Tekila, sexo y marihuana”) made me think that the song was either a tribute to or a spoof about a major Mexican/American border city, and I smiled. Then, Manu’s voice—and other sounds and voices—began to come in one by one with incredible sadness. So it was that my first lesson about Manu Chao was that his music never gives me what I expect. I can’t even listen to two-thirds of a song by him, and guess where he’s going with the last third.

Manu grew up in Paris, the son of Spaniards who fled Franco. He’s a leftist who sings in many languages but mostly in Spanish. A common theme in his music is wealthy countries and individuals that live on the backs of the poor. Yet, to one like myself who has to look up the translations, his music initially sounds almost upbeat, and this combination of sad words and happy music makes the sadness more profound.

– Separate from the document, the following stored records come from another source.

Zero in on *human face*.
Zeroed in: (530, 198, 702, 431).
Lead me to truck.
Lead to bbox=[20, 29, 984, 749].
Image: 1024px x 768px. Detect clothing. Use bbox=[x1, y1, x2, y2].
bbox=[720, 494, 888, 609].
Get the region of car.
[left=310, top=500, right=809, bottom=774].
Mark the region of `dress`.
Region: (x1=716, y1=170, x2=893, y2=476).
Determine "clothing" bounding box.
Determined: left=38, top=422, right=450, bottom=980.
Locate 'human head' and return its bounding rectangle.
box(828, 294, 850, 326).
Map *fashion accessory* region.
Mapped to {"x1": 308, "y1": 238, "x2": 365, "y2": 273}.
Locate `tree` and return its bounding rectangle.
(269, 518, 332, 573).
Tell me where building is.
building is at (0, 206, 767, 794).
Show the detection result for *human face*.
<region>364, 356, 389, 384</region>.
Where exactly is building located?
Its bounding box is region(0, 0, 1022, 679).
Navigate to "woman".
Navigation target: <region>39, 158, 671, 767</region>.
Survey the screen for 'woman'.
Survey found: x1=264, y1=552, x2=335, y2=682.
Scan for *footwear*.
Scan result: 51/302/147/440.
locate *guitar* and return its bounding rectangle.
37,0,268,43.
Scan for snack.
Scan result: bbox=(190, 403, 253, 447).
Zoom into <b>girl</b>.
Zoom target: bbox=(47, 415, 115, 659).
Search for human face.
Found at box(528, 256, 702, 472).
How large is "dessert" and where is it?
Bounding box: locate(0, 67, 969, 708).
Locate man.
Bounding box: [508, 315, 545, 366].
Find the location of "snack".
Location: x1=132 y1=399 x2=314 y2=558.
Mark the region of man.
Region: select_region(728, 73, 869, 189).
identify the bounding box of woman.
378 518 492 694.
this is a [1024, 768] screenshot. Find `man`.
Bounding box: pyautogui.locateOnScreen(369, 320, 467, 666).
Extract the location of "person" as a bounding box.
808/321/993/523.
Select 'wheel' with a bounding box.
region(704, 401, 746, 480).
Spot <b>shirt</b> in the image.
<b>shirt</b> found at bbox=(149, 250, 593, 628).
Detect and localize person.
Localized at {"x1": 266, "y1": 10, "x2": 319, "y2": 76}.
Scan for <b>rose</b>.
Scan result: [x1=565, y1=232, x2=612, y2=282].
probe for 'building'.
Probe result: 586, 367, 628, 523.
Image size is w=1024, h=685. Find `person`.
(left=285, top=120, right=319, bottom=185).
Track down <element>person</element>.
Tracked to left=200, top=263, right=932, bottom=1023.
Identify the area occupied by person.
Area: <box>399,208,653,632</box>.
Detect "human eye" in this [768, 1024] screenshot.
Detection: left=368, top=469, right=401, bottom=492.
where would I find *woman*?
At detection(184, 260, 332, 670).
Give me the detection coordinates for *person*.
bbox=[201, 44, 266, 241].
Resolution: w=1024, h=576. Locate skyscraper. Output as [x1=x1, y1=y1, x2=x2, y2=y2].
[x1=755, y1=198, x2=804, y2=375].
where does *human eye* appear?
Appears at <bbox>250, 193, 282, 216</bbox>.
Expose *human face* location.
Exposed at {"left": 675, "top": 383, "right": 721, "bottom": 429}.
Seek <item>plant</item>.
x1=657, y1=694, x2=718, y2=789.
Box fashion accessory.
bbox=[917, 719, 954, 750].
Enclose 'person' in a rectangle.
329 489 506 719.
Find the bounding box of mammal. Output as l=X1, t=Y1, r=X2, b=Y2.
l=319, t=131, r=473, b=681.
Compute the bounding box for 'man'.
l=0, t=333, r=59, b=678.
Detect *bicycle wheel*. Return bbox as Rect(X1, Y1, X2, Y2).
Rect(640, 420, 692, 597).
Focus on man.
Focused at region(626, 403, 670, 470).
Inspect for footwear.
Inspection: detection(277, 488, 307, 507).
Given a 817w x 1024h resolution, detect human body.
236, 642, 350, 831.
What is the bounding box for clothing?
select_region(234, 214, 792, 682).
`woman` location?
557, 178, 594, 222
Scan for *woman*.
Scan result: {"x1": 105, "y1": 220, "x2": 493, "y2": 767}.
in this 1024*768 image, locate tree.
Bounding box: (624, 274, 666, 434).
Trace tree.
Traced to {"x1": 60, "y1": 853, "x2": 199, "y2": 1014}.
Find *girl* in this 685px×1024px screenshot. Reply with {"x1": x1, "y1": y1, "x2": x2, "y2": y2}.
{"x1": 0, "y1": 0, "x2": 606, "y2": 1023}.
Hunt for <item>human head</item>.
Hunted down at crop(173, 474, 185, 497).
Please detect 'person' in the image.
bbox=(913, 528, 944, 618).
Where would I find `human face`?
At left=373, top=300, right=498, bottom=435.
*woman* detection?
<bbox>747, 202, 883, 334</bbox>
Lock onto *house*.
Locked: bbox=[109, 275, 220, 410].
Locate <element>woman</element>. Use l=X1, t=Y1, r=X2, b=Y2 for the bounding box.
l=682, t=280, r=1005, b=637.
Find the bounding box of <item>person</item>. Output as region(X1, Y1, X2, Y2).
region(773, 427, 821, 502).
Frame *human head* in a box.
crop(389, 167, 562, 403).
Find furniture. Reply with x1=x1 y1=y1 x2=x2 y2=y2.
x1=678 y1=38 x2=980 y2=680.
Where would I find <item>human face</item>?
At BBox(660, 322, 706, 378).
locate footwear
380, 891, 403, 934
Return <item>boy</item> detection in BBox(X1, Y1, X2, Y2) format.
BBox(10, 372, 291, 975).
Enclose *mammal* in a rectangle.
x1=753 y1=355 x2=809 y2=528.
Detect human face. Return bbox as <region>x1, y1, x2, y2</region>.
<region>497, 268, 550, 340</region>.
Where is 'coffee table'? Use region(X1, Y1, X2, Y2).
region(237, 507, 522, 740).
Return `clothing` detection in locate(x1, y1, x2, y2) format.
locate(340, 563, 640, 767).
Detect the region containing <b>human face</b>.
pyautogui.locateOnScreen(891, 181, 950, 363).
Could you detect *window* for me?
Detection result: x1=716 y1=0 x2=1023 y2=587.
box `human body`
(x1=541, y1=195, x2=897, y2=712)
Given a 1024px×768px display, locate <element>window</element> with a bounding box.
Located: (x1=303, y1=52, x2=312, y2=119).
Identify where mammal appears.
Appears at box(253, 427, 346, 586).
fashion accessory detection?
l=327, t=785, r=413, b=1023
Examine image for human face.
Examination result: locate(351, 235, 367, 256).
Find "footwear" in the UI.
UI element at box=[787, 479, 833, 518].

I hear in his music the irony between how we all, to some degree, appear on the surface versus the heartbreak that we feel within. I’m also attracted to the layering of voices and instruments and to the changes of direction that he often takes within the course of a single song. So far as I know, there’s no name for his style of music.

Below is the same song performed before a live audience in France. Part of his appeal as a live musician lies in his ability to turn the mood of tens of thousands of people back and forth instantly. This--along with seeing him on stage--makes the video phenomenal, although I find the actual music less pleasing than the studio version.